Saturday, September 19, 2015

ISBN

Most books are issued a unique International Standard Book Number (ISBN) number. Often different formats of the same book will have different ISBN numbers. On a print book, you can usually find the ISBN on a barcode on the back cover.

Most countries seem to have a national ISBN registration agency. In some countries this is a free service provided by a government agency. In other countries, this is operated by a commercial entity. In the United States, one company (R.R. Bowker LLC) has an apparent monopoly on issuing ISBN numbers which can cost $125 for one (less if you buy in bulk).

The ISBN is 13 digits long if assigned starting in 2007, and 10 digits long if assigned before 2007. Each ISBN contains a check digit which is used for basic error detection We are going to build a few words in Factor to calculate the check digits and validate ISBNs.

We need to turn an ISBN (which might include spaces or dashes) into numeric digits:

: digits ( str -- digits )
    [ digit? ] filter string>digits ;

For ISBN-10, the check digit is the sum of each of 10 digits multiplied by a weight (descending from 10 to 1) modulo 11.

: isbn-10-check ( digits -- n )
    0 [ 10 swap - * + ] reduce-index 11 mod ;

For ISBN-13, the check digit is the sum of each of 13 digits multiplied by a weight (alternating between 1 and 3) modulo 10.

: isbn-13-check ( digits -- n )
    0 [ even? 1 3 ? * + ] reduce-index 10 mod ;

We can validate an ISBN by grabbing the digits and running either the ISBN-10 or ISBN-13 check and verifying that the result is zero.

: valid-isbn? ( str -- ? )
    digits dup length {
        { 10 [ isbn-10-check ] }
        { 13 [ isbn-13-check ] }
    } case 0 = ;

The code (and some tests) for this is on my GitHub.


• Exercise aim
Whenever a line carries the word "offset", pull it out of the entries.
---+---
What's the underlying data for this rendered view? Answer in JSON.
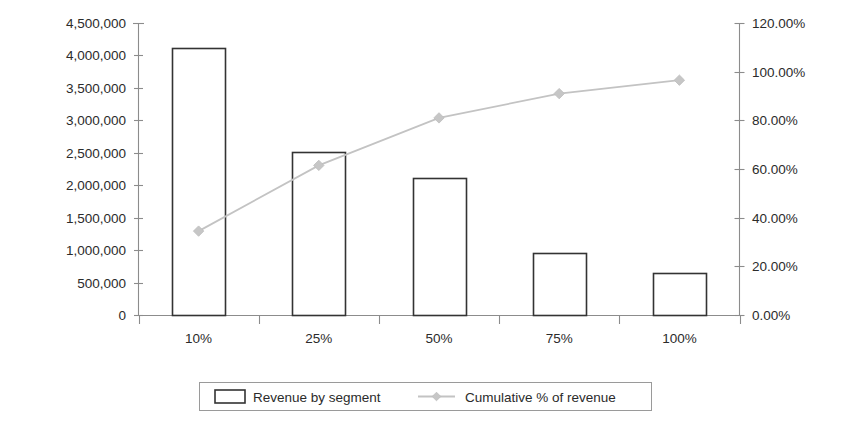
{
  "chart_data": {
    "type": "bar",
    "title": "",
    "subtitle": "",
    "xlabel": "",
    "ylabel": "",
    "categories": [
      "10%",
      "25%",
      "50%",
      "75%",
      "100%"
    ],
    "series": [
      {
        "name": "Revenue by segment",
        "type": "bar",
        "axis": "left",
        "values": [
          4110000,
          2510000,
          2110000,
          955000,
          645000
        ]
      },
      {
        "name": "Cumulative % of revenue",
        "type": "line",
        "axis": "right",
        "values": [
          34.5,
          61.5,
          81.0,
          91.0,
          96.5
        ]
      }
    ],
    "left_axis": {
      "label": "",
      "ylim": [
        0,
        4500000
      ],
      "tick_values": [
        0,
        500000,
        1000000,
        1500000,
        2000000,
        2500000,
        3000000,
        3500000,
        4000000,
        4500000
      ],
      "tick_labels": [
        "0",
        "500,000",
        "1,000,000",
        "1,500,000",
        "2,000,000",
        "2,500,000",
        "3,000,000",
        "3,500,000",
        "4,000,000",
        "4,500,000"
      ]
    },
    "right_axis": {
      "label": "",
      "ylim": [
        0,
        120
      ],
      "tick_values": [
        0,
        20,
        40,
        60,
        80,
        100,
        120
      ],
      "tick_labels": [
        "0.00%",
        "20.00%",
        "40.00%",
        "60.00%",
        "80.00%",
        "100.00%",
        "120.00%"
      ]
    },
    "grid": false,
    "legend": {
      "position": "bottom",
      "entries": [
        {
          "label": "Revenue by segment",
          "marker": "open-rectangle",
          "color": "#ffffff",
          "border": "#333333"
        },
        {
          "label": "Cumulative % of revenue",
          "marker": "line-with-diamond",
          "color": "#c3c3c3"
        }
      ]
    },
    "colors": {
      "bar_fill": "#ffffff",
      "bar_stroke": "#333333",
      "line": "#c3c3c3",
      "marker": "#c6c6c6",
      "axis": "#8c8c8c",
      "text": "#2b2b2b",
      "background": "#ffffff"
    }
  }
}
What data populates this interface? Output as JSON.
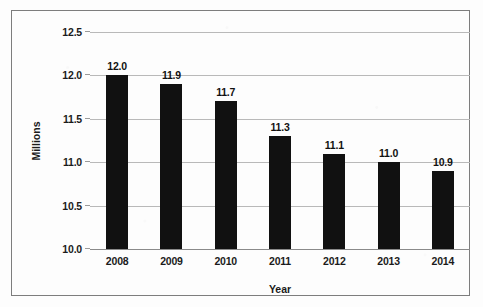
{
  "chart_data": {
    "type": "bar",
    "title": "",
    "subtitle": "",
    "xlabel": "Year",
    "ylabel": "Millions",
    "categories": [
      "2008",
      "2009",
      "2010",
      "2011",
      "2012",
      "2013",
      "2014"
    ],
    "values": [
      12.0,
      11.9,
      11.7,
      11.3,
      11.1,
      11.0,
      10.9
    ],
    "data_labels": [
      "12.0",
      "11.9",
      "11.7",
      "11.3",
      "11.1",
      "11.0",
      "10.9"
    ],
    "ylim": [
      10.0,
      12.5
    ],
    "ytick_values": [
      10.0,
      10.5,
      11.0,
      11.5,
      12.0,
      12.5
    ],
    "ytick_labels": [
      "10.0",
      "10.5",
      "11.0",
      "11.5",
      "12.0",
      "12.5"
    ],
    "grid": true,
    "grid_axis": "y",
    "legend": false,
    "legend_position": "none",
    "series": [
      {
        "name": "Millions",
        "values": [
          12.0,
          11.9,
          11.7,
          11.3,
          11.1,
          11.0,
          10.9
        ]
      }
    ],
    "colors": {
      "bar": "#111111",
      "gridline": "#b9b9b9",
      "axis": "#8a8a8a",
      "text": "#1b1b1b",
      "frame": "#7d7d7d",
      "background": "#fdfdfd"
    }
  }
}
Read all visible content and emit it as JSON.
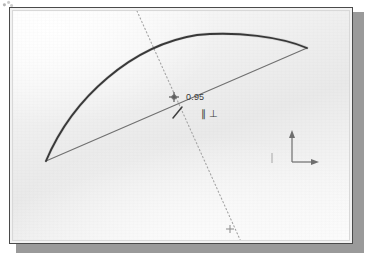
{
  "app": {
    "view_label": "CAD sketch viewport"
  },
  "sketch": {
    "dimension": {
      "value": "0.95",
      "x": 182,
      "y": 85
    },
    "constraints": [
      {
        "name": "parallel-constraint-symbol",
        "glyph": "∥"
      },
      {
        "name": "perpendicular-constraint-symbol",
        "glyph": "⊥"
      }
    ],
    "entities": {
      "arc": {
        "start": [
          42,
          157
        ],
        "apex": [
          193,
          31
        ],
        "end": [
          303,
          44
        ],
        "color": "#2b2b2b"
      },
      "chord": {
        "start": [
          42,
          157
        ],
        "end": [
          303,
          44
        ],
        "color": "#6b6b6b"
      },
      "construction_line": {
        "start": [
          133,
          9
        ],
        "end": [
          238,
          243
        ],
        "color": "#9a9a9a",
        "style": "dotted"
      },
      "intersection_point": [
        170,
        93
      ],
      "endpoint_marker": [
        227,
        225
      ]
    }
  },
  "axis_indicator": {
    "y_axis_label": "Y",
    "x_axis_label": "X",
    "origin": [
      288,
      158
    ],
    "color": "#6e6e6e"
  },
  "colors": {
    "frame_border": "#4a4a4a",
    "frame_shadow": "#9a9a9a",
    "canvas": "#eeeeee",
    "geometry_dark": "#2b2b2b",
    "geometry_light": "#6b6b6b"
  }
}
---+---
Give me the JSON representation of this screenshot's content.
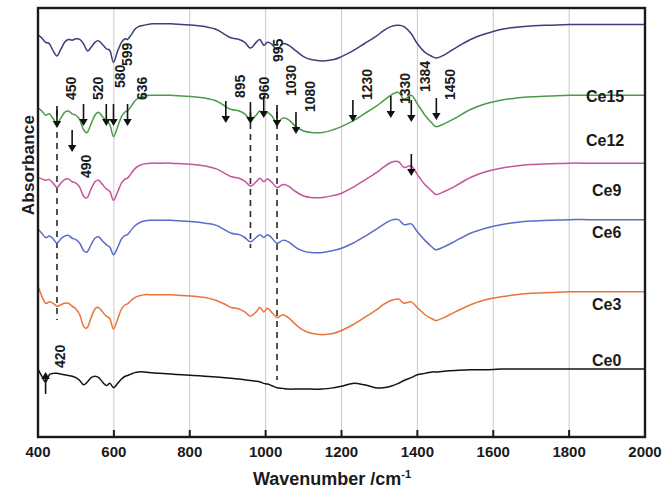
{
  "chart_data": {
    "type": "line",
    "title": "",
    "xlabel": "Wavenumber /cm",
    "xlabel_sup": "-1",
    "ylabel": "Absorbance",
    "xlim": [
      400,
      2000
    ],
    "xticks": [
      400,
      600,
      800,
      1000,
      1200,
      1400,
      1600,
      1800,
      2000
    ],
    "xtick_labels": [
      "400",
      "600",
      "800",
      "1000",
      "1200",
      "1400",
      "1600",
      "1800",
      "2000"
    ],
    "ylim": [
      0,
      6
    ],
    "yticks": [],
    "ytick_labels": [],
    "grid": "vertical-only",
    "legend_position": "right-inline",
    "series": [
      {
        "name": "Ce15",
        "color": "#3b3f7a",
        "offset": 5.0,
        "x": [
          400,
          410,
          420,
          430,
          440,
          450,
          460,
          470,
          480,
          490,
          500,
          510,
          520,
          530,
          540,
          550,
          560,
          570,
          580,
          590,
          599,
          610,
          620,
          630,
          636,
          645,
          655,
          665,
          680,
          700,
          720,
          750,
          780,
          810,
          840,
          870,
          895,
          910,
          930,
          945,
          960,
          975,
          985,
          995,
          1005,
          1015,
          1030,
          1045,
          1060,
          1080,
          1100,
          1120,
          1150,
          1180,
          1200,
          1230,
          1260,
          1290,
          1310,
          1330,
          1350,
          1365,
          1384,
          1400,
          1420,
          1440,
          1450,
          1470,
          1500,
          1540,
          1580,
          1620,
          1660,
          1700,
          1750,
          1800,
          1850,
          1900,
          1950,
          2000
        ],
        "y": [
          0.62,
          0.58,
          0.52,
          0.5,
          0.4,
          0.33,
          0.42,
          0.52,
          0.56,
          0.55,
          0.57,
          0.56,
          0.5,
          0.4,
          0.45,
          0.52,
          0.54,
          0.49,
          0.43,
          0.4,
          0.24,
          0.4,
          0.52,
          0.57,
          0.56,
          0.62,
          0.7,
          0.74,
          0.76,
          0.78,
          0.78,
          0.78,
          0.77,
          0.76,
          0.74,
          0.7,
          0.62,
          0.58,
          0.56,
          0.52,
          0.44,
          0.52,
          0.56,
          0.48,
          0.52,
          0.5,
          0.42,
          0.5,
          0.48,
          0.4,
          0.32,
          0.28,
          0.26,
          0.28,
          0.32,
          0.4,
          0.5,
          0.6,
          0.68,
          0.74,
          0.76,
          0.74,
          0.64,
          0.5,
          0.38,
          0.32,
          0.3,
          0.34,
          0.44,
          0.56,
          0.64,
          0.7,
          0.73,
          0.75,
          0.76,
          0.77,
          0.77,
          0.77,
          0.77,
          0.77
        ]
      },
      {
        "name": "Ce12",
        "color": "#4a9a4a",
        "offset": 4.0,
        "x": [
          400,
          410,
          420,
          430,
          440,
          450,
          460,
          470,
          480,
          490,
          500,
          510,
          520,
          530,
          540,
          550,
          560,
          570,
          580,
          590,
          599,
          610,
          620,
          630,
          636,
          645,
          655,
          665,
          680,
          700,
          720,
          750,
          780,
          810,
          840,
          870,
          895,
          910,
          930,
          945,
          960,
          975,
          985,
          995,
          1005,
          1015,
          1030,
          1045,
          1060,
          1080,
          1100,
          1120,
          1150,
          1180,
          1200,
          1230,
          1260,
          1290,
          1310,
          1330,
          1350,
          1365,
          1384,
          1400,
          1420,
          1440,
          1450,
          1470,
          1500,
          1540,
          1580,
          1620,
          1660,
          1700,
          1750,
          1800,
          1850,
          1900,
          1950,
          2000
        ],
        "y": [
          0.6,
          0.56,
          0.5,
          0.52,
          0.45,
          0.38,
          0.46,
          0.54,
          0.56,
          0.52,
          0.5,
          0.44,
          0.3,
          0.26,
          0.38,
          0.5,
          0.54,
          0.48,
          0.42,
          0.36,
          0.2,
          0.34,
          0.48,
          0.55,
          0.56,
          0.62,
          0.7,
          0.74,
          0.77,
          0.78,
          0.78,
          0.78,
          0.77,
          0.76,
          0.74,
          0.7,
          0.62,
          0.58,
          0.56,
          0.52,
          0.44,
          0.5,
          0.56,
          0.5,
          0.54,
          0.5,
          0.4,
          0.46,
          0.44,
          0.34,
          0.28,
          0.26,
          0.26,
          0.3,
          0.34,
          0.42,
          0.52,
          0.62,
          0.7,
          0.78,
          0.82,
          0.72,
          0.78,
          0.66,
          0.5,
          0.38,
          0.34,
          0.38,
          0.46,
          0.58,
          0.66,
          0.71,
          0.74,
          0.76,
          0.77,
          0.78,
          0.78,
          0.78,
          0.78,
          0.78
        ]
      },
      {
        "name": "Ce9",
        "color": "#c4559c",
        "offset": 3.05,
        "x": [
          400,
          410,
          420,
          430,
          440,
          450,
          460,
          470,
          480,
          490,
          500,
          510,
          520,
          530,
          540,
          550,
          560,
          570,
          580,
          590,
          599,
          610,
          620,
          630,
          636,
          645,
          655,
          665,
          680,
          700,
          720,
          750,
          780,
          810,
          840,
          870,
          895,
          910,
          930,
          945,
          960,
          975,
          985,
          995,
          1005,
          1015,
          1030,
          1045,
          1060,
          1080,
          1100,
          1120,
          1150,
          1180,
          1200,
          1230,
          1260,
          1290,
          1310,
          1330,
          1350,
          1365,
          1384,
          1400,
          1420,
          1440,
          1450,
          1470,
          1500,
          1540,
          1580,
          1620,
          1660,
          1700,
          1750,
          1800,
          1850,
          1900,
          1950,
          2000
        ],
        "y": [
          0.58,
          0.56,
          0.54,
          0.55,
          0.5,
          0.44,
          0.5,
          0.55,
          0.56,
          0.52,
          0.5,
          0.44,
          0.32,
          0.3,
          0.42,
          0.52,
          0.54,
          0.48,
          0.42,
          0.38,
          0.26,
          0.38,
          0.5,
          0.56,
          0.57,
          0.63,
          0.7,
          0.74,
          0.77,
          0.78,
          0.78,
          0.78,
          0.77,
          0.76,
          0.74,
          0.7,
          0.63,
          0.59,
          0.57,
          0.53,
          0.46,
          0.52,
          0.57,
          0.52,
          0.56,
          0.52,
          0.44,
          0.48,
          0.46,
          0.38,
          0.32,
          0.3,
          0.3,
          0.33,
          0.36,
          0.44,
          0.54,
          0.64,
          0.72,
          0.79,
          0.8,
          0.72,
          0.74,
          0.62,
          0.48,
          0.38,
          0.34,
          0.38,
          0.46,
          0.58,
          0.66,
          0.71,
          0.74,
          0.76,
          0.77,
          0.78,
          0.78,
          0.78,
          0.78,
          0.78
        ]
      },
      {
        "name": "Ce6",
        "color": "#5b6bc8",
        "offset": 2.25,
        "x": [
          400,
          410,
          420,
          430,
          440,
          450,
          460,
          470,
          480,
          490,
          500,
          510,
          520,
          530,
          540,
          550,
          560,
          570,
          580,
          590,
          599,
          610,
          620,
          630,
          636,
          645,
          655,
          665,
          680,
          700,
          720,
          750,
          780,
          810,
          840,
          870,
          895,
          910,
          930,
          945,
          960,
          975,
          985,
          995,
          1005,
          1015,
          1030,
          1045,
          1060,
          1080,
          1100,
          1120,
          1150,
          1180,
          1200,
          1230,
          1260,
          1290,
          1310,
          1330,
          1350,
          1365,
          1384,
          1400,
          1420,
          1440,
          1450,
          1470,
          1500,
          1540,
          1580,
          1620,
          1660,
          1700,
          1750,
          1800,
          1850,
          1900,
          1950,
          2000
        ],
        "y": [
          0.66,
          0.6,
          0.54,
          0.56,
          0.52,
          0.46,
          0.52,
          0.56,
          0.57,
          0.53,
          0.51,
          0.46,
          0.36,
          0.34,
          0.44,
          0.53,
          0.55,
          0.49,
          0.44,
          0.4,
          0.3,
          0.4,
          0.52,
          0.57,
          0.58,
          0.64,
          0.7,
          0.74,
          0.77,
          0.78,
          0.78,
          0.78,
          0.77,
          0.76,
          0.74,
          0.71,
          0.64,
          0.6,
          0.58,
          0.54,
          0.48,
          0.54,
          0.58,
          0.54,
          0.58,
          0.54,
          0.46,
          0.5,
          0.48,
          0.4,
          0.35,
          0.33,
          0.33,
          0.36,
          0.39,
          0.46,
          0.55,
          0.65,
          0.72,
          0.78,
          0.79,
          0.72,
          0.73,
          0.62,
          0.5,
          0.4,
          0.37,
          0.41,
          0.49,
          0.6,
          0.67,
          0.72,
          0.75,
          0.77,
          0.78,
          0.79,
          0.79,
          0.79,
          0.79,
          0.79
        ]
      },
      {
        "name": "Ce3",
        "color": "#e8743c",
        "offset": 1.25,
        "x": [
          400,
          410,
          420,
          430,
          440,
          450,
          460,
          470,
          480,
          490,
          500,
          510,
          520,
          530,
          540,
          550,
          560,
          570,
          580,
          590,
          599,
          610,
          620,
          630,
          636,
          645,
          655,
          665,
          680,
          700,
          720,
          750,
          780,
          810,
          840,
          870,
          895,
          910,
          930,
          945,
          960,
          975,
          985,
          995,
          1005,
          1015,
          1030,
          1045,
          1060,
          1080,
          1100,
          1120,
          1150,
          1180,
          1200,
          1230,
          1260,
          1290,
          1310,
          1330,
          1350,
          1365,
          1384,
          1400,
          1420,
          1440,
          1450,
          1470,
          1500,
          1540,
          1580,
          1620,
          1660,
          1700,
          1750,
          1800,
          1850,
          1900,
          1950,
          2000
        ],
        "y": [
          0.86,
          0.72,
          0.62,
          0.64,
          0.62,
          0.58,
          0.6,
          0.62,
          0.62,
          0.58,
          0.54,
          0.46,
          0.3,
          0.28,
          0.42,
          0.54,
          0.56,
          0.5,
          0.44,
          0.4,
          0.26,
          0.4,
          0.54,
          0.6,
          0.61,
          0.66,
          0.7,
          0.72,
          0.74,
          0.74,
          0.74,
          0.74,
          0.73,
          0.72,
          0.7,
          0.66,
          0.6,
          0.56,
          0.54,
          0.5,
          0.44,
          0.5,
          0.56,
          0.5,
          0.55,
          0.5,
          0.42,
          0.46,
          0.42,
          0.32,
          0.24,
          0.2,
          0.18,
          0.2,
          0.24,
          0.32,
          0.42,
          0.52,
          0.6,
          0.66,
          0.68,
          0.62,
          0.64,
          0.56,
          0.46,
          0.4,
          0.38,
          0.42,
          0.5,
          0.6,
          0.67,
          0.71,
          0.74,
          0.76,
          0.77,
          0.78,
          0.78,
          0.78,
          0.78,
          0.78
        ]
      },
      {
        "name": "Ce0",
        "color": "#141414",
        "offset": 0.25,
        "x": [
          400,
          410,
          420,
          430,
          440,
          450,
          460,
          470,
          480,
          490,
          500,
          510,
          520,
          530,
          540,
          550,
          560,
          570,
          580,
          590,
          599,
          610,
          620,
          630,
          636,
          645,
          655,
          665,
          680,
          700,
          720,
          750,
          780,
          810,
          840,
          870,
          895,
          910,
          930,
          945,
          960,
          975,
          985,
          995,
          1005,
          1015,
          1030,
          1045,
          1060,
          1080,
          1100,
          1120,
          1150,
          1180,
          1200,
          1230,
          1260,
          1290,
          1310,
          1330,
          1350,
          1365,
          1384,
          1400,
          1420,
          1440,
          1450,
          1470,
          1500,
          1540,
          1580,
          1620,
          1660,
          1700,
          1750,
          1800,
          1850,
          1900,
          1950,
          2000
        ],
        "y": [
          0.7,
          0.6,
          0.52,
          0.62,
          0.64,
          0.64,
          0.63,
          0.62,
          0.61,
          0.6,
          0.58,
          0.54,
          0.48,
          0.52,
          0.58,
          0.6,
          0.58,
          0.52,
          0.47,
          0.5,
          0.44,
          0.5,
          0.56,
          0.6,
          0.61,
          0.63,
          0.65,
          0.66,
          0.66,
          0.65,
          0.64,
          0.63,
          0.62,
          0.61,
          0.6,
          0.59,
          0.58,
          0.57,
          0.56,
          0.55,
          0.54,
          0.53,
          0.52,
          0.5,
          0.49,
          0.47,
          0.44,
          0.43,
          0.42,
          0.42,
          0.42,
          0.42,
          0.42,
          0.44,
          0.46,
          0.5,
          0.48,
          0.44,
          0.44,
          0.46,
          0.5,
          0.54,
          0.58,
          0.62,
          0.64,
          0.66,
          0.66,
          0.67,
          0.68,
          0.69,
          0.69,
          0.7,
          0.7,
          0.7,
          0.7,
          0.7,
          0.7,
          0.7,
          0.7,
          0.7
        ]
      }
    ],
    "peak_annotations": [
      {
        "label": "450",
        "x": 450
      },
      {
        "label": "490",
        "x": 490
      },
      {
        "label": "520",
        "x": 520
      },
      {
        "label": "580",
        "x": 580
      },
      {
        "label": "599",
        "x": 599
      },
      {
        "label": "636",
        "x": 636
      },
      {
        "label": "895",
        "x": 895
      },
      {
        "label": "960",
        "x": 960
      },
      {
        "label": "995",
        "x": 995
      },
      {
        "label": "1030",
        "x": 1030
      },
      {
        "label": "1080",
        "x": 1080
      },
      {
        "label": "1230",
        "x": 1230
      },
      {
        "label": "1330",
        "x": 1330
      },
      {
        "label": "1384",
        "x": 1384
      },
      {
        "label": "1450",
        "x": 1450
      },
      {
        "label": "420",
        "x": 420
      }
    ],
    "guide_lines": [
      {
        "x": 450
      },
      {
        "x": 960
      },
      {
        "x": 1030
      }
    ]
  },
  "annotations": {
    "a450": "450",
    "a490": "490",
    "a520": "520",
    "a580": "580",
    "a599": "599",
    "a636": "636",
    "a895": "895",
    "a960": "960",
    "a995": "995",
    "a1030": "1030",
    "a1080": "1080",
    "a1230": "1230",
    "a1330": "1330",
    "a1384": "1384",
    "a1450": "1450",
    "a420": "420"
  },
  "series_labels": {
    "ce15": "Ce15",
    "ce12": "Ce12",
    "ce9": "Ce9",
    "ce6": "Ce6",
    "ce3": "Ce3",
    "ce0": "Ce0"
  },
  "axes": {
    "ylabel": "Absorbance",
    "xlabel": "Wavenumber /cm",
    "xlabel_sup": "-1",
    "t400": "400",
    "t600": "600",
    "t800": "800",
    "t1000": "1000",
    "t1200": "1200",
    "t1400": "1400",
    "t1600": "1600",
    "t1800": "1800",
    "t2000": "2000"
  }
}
---+---
• Response area
        "offset": 5.0,
        "offset": 4.0,
        "offset": 3.05,
        "offset": 2.25,
        "offset": 1.25,
        "offset": 0.25,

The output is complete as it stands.